Note to recruiters

Note to recruiters: We are quite aware that recruiters, interviewers, VCs and other professionals generally perform a Google Search before they interview someone, take a pitch from someone, et cetera. Please keep in mind that not everything put on the Internet must align directly to one's future career and/or one's future product portfolio. Sometimes, people do put things on the Internet just because. Just because. It may be out of their personal interests, which may have nothing to do with their professional interests. Or it may be for some other reason. Recruiters seem to have this wrong-headed notion that if somebody is not signalling their interests in a certain area online, then that means that they are not interested in that area at all. It is worth pointing out that economics pretty much underlies the areas of marketing, strategy, operations and finance. And this blog is about economics. With metta, let us. by all means, be reflective about this whole business of business. Also, see our post on "The Multi-faceted Identity Problem".

Tuesday, July 31, 2012

Reversing the Decline in Big Ideas

Max Marmer in the HBR blog on why Silicon Valley has "got shallow":

Many venture capitalists are up in the arms because their returns are down, their funds are drying up, and there appear to be a declining number of entrepreneurs pursuing big ideas.

They've turned to blaming angel investors for encouraging "an entire generation of entrepreneurs [to build] dipshit companies and hoping that they sell to Google for $25 million." They say, "this 'think small' attitude is driving entrepreneurs who may otherwise build the next Google or Microsoft to create something much less interesting instead." And this has implications for the whole ecosystem because, "then everyone loses. No IPO. No 20,000 tech jobs. No new buyer out there for the startups that don't quite make it."

Unfortunately, venture capitalists have mixed up their causality. Angel Investors are not the reason more entrepreneurs are thinking small. More entrepreneurs are thinking small, because the costs to starting a company have fallen so dramatically that there is now a whole new class of entrepreneurs creating companies. The founders starting "dipshit companies" are not the same types of founders who would be starting the next billion dollar companies.

These founders don't want to change to world. They just want to make enough money to provide for their family, buy a car, or earn their freedom. These people are the information economy's mom and pop business owners, just more technologically leveraged and profitable than their brick & mortar predecessors. Instead of starting restaurants and hairdressers they build coupon apps that are used by thousands of restaurants and hairdressers.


→ **Task**: When the word "cellulose" shows up in a line of the records below, copy that line.

→ **Available data**:
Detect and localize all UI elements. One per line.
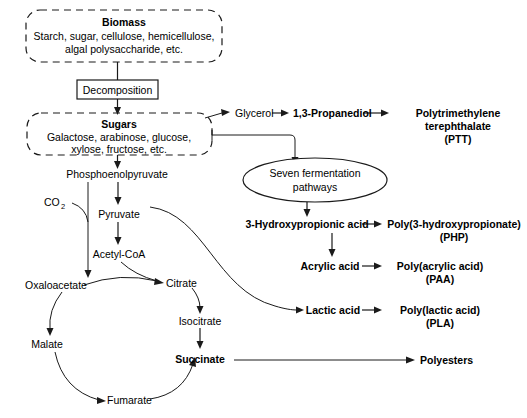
node-php-line2: (PHP) [440,231,469,243]
arrowhead-acetylcoa [115,237,122,245]
edge-sugars-glycerol [205,113,222,118]
node-succinate: Succinate [175,353,225,365]
fermentation-line1: Seven fermentation [269,167,360,179]
arrowhead-propanediol [281,110,289,117]
biomass-line1: Starch, sugar, cellulose, hemicellulose, [34,30,215,42]
sugars-line2: xylose, fructose, etc. [71,143,167,155]
node-co2-subscript: 2 [61,202,65,211]
biomass-line2: algal polysaccharide, etc. [65,43,183,55]
node-pyruvate: Pyruvate [98,208,140,220]
node-phosphoenolpyruvate: Phosphoenolpyruvate [66,168,168,180]
node-oxaloacetate: Oxaloacetate [25,279,87,291]
node-pla-line1: Poly(lactic acid) [400,304,480,316]
fermentation-ellipse [243,158,387,202]
arrowhead-pla [374,307,382,314]
node-php-line1: Poly(3-hydroxypropionate) [387,218,521,230]
arrowhead-citrate [154,278,164,285]
node-lactic: Lactic acid [306,304,360,316]
node-co2: CO 2 [44,196,65,211]
arrowhead-ptt [381,110,389,117]
arrowhead-oxaloacetate [85,270,92,278]
arrowhead-php [374,221,382,228]
node-ptt-line1: Polytrimethylene [416,107,501,119]
sugars-heading: Sugars [101,118,137,130]
node-pla-line2: (PLA) [426,317,454,329]
node-acrylic: Acrylic acid [301,260,360,272]
node-propanediol: 1,3-Propanediol [293,107,372,119]
decomposition-label: Decomposition [83,84,153,96]
node-paa-line1: Poly(acrylic acid) [397,260,483,272]
arrowhead-decomposition-sugars [114,107,121,115]
diagram-canvas: Biomass Starch, sugar, cellulose, hemice… [0,0,527,418]
arrowhead-isocitrate [197,306,204,314]
edge-oxaloacetate-citrate [84,277,157,285]
edge-sugars-fermentation [212,135,295,160]
arrowhead-pyruvate [115,197,122,205]
node-polyesters: Polyesters [420,354,473,366]
edge-co2-join [72,203,88,222]
pathway-diagram: Biomass Starch, sugar, cellulose, hemice… [0,0,527,418]
arrowhead-malate [47,328,54,336]
node-isocitrate: Isocitrate [179,315,222,327]
edge-citrate-isocitrate [192,288,200,308]
sugars-line1: Galactose, arabinose, glucose, [47,131,191,143]
edge-fumarate-succinate [150,364,193,399]
arrowhead-hydroxypropionic [304,209,311,217]
node-acetyl-coa: Acetyl-CoA [93,248,146,260]
node-co2-text: CO [44,196,60,208]
arrowhead-succinate-top [197,341,204,349]
arrowhead-lactic [296,307,304,314]
fermentation-line2: pathways [293,181,337,193]
arrowhead-polyesters [406,357,415,364]
arrowhead-fumarate [97,397,106,404]
arrowhead-glycerol [221,109,230,116]
node-glycerol: Glycerol [235,107,274,119]
arrowhead-paa [374,263,382,270]
edge-oxaloacetate-malate [50,292,62,330]
biomass-heading: Biomass [102,16,146,28]
node-ptt-line3: (PTT) [445,133,472,145]
node-malate: Malate [31,338,63,350]
node-fumarate: Fumarate [107,394,152,406]
node-paa-line2: (PAA) [426,273,454,285]
edge-malate-fumarate [55,352,99,400]
node-citrate: Citrate [166,277,197,289]
arrowhead-acrylic [329,249,336,257]
node-ptt-line2: terephthalate [425,120,491,132]
node-hydroxypropionic: 3-Hydroxypropionic acid [245,218,368,230]
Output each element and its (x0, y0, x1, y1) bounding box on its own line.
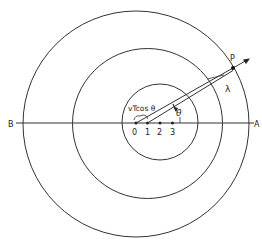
wavefront-diagram: B A 0 1 2 3 P λ θ vTcos θ (0, 0, 262, 246)
axis-label-b: B (8, 120, 14, 129)
source-label-0: 0 (132, 128, 137, 137)
point-p (231, 66, 235, 70)
wavelength-label: λ (225, 84, 231, 94)
source-label-1: 1 (145, 128, 150, 137)
source-point-3 (171, 122, 174, 125)
axis-label-a: A (254, 120, 260, 129)
point-p-label: P (230, 54, 235, 63)
source-label-2: 2 (157, 128, 162, 137)
displacement-label: vTcos θ (128, 104, 156, 113)
source-point-2 (159, 122, 162, 125)
source-label-3: 3 (170, 128, 175, 137)
ray-from-1 (148, 71, 234, 124)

→ **Result of the exercise**:
biomass-line1: Starch, sugar, cellulose, hemicellulose, [34,30,215,42]
diagram-canvas: Biomass Starch, sugar, cellulose, hemice… [0,0,527,418]
pathway-diagram: Biomass Starch, sugar, cellulose, hemice… [0,0,527,418]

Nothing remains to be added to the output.